On 2/10/21, M.-A. Lemburg <[email protected]> wrote:
>
> setx PYTHONUTF8 1
>
> does the trick in an admin command shell on Windows globally.

The above command sets the variable only for the current user, which
I'd recommend anyway. It does not require administrator access. To set
a machine value, run `setx /M PYTHONUTF8 1`, which of course requires
administrator access. Also, run `set PYTHONUTF8=1` in CMD or
`$env:PYTHONUTF8=1` in PowerShell to set the variable in the current
shell.

Unrelated to UTF-8 mode and long-term plans to make UTF-8 the
preferred encoding, what I want, from the perspective of writing
applications and scripts (not libraries), is a -X option and/or
environment variable to make local._get_locale_encoding() behave like
it does in POSIX. It should return the LC_CTYPE codeset of the current
locale, not just the default locale. This would allow setlocale() in
Windows to change the default for encoding=None, just as it does in
POSIX. Technically it's not hard to implement in a way that's as
reliable as nl_langinfo(CODESET) in POSIX. The code page of the
current CRT locale is a public field. In Windows 10 the CRT has
supported UTF-8 for 3 years -- regardless of the process active code
page returned by GetACP(). Just call setlocale(LC_CTYPE, ".UTF-8") or
setlocale(LC_CTYPE, (getdefaultlocale()[0], 'UTF-8')).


### Exercise directions
Keep every word of the entries and print them exactly; the pictures stay out.

[Excerpts from a figure dataset]
▬▬▬
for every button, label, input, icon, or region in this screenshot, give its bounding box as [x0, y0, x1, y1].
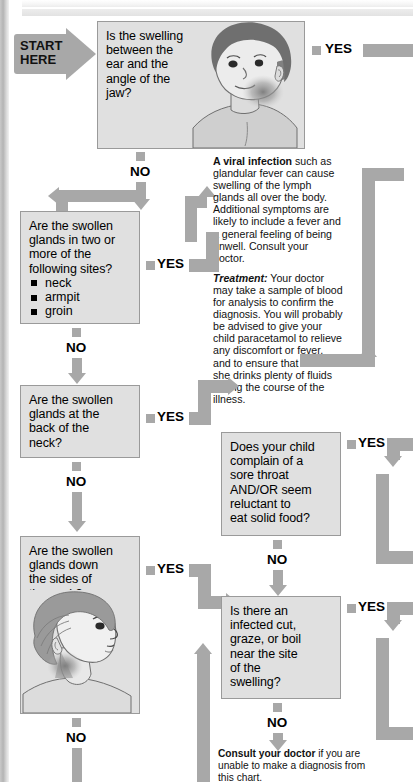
right-rail-elbow-2	[376, 551, 413, 564]
bullet-groin: groin	[31, 304, 139, 318]
no-arrow-3-head	[68, 521, 86, 532]
yes-arrow-3-head	[228, 377, 239, 395]
yes-chip-3	[146, 414, 155, 423]
question-5-text: Does your child complain of a sore throa…	[222, 433, 340, 525]
question-2-text: Are the swollen glands in two or more of…	[21, 212, 139, 276]
no-arrow-3-stem	[72, 492, 82, 524]
no-arrow-4-stem	[72, 748, 82, 782]
yes-label-4: YES	[157, 561, 184, 576]
right-rail-vertical-1	[362, 168, 375, 354]
no-label-2: NO	[66, 340, 86, 355]
no-chip-2	[72, 328, 81, 337]
flowchart-page: STARTHERE Is the swelling between the ea…	[0, 0, 413, 782]
question-box-3[interactable]: Are the swollen glands at the back of th…	[20, 385, 140, 458]
junction-arrow-head-1	[48, 187, 59, 205]
page-top-rule	[22, 9, 413, 16]
yes-chip-5	[347, 440, 356, 449]
footer-consult-note: Consult your doctor if you are unable to…	[218, 748, 366, 782]
viral-paragraph: A viral infection such as glandular feve…	[213, 155, 343, 264]
bullet-armpit: armpit	[31, 290, 139, 304]
advice-feed-arrow-horizontal	[185, 196, 207, 208]
yes-label-6: YES	[358, 599, 385, 614]
child-front-illustration	[185, 22, 304, 148]
yes-arrow-5-head	[384, 456, 402, 467]
no-label-1: NO	[130, 164, 150, 179]
no-label-6: NO	[267, 715, 287, 730]
question-box-5[interactable]: Does your child complain of a sore throa…	[221, 432, 341, 536]
yes-chip-2	[146, 261, 155, 270]
right-rail-head-1	[359, 346, 377, 357]
right-rail-top-elbow	[362, 168, 404, 181]
no-chip-3	[72, 462, 81, 471]
yes-label-1: YES	[325, 41, 352, 56]
yes-arrow-3-top	[198, 380, 230, 393]
no-arrow-5-head	[269, 585, 287, 596]
no-arrow-2-head	[68, 373, 86, 384]
question-2-bullets: neck armpit groin	[21, 276, 139, 319]
treatment-lead: Treatment:	[213, 272, 268, 284]
right-rail-elbow-3	[376, 727, 413, 740]
bullet-neck: neck	[31, 276, 139, 290]
yes-chip-1	[312, 46, 321, 55]
yes-label-5: YES	[358, 435, 385, 450]
yes-label-3: YES	[157, 409, 184, 424]
viral-body: such as glandular fever can cause swelli…	[213, 155, 341, 264]
no-label-3: NO	[66, 474, 86, 489]
footer-lead: Consult your doctor	[218, 748, 315, 759]
question-6-text: Is there an infected cut, graze, or boil…	[222, 597, 340, 689]
no-label-5: NO	[267, 552, 287, 567]
no-label-4: NO	[66, 730, 86, 745]
start-here-arrow: STARTHERE	[14, 28, 100, 80]
return-rail-vertical	[197, 652, 210, 782]
yes-arrow-2-up	[206, 232, 219, 272]
question-box-2[interactable]: Are the swollen glands in two or more of…	[20, 211, 140, 324]
child-side-illustration	[21, 590, 139, 713]
question-3-text: Are the swollen glands at the back of th…	[21, 386, 139, 450]
junction-arrow-horizontal-1	[56, 190, 140, 202]
page-left-gutter	[0, 0, 9, 782]
no-chip-4	[72, 718, 81, 727]
yes-chip-6	[347, 604, 356, 613]
right-rail-vertical-3	[376, 638, 389, 740]
start-here-label: STARTHERE	[20, 39, 76, 67]
no-chip-6	[273, 703, 282, 712]
yes-label-2: YES	[157, 256, 184, 271]
viral-lead: A viral infection	[213, 155, 292, 167]
viral-infection-advice: A viral infection such as glandular feve…	[213, 155, 343, 405]
yes-arrow-6-head	[384, 620, 402, 631]
no-chip-5	[273, 540, 282, 549]
return-rail-head	[194, 643, 212, 654]
yes-chip-4	[146, 566, 155, 575]
no-chip-1	[136, 152, 145, 161]
question-box-6[interactable]: Is there an infected cut, graze, or boil…	[221, 596, 341, 699]
page-top-crop	[22, 0, 413, 7]
yes-arrow-1	[363, 44, 413, 57]
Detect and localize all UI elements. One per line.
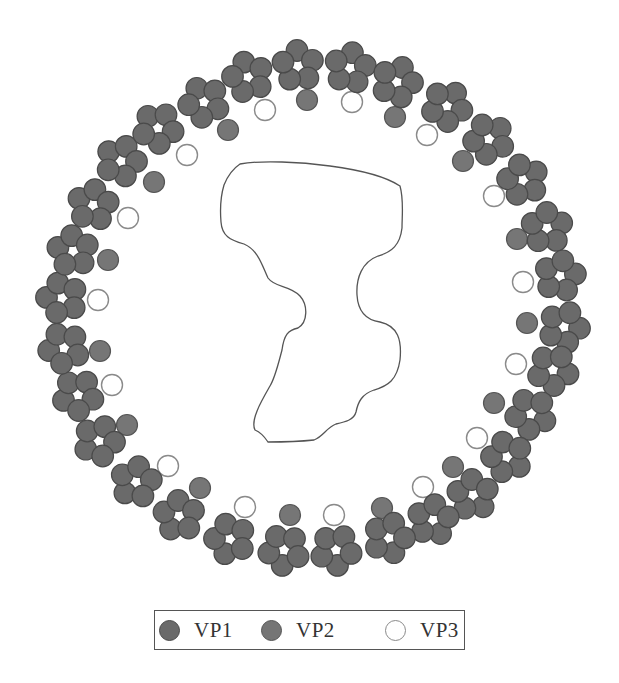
▬▬▬
### Exercise solution
for every button, label, input, icon, or region in this screenshot, give its bounding box as [x0, y0, x1, y1].
right-rail-elbow-2	[376, 551, 413, 564]
bullet-groin: groin	[31, 304, 139, 318]
no-arrow-3-head	[68, 521, 86, 532]
yes-arrow-3-head	[228, 377, 239, 395]
yes-chip-3	[146, 414, 155, 423]
question-5-text: Does your child complain of a sore throa…	[222, 433, 340, 525]
question-2-text: Are the swollen glands in two or more of…	[21, 212, 139, 276]
no-arrow-3-stem	[72, 492, 82, 524]
no-arrow-4-stem	[72, 748, 82, 782]
yes-label-4: YES	[157, 561, 184, 576]
right-rail-vertical-1	[362, 168, 375, 354]
no-label-2: NO	[66, 340, 86, 355]
no-chip-2	[72, 328, 81, 337]
flowchart-page: STARTHERE Is the swelling between the ea…	[0, 0, 413, 782]
question-box-3[interactable]: Are the swollen glands at the back of th…	[20, 385, 140, 458]
junction-arrow-head-1	[48, 187, 59, 205]
page-top-rule	[22, 9, 413, 16]
yes-chip-5	[347, 440, 356, 449]
footer-consult-note: Consult your doctor if you are unable to…	[218, 748, 366, 782]
viral-paragraph: A viral infection such as glandular feve…	[213, 155, 343, 264]
bullet-armpit: armpit	[31, 290, 139, 304]
advice-feed-arrow-horizontal	[185, 196, 207, 208]
yes-label-6: YES	[358, 599, 385, 614]
child-front-illustration	[185, 22, 304, 148]
yes-arrow-5-head	[384, 456, 402, 467]
no-label-1: NO	[130, 164, 150, 179]
no-label-6: NO	[267, 715, 287, 730]
question-box-5[interactable]: Does your child complain of a sore throa…	[221, 432, 341, 536]
yes-chip-2	[146, 261, 155, 270]
right-rail-head-1	[359, 346, 377, 357]
right-rail-top-elbow	[362, 168, 404, 181]
no-chip-3	[72, 462, 81, 471]
yes-label-1: YES	[325, 41, 352, 56]
yes-arrow-3-top	[198, 380, 230, 393]
no-arrow-5-head	[269, 585, 287, 596]
no-arrow-2-head	[68, 373, 86, 384]
question-2-bullets: neck armpit groin	[21, 276, 139, 319]
treatment-lead: Treatment:	[213, 272, 268, 284]
right-rail-elbow-3	[376, 727, 413, 740]
bullet-neck: neck	[31, 276, 139, 290]
yes-chip-1	[312, 46, 321, 55]
yes-label-5: YES	[358, 435, 385, 450]
yes-label-3: YES	[157, 409, 184, 424]
viral-body: such as glandular fever can cause swelli…	[213, 155, 341, 264]
no-label-3: NO	[66, 474, 86, 489]
footer-lead: Consult your doctor	[218, 748, 315, 759]
question-6-text: Is there an infected cut, graze, or boil…	[222, 597, 340, 689]
no-label-5: NO	[267, 552, 287, 567]
no-label-4: NO	[66, 730, 86, 745]
start-here-arrow: STARTHERE	[14, 28, 100, 80]
return-rail-vertical	[197, 652, 210, 782]
yes-arrow-2-up	[206, 232, 219, 272]
question-box-2[interactable]: Are the swollen glands in two or more of…	[20, 211, 140, 324]
child-side-illustration	[21, 590, 139, 713]
question-3-text: Are the swollen glands at the back of th…	[21, 386, 139, 450]
junction-arrow-horizontal-1	[56, 190, 140, 202]
page-left-gutter	[0, 0, 9, 782]
no-chip-4	[72, 718, 81, 727]
yes-chip-6	[347, 604, 356, 613]
right-rail-vertical-3	[376, 638, 389, 740]
start-here-label: STARTHERE	[20, 39, 76, 67]
no-chip-6	[273, 703, 282, 712]
yes-label-2: YES	[157, 256, 184, 271]
viral-lead: A viral infection	[213, 155, 292, 167]
viral-infection-advice: A viral infection such as glandular feve…	[213, 155, 343, 405]
yes-arrow-6-head	[384, 620, 402, 631]
no-chip-5	[273, 540, 282, 549]
return-rail-head	[194, 643, 212, 654]
yes-chip-4	[146, 566, 155, 575]
no-chip-1	[136, 152, 145, 161]
question-box-6[interactable]: Is there an infected cut, graze, or boil…	[221, 596, 341, 699]
page-top-crop	[22, 0, 413, 7]
yes-arrow-1	[363, 44, 413, 57]
Detect and localize all UI elements. One per line.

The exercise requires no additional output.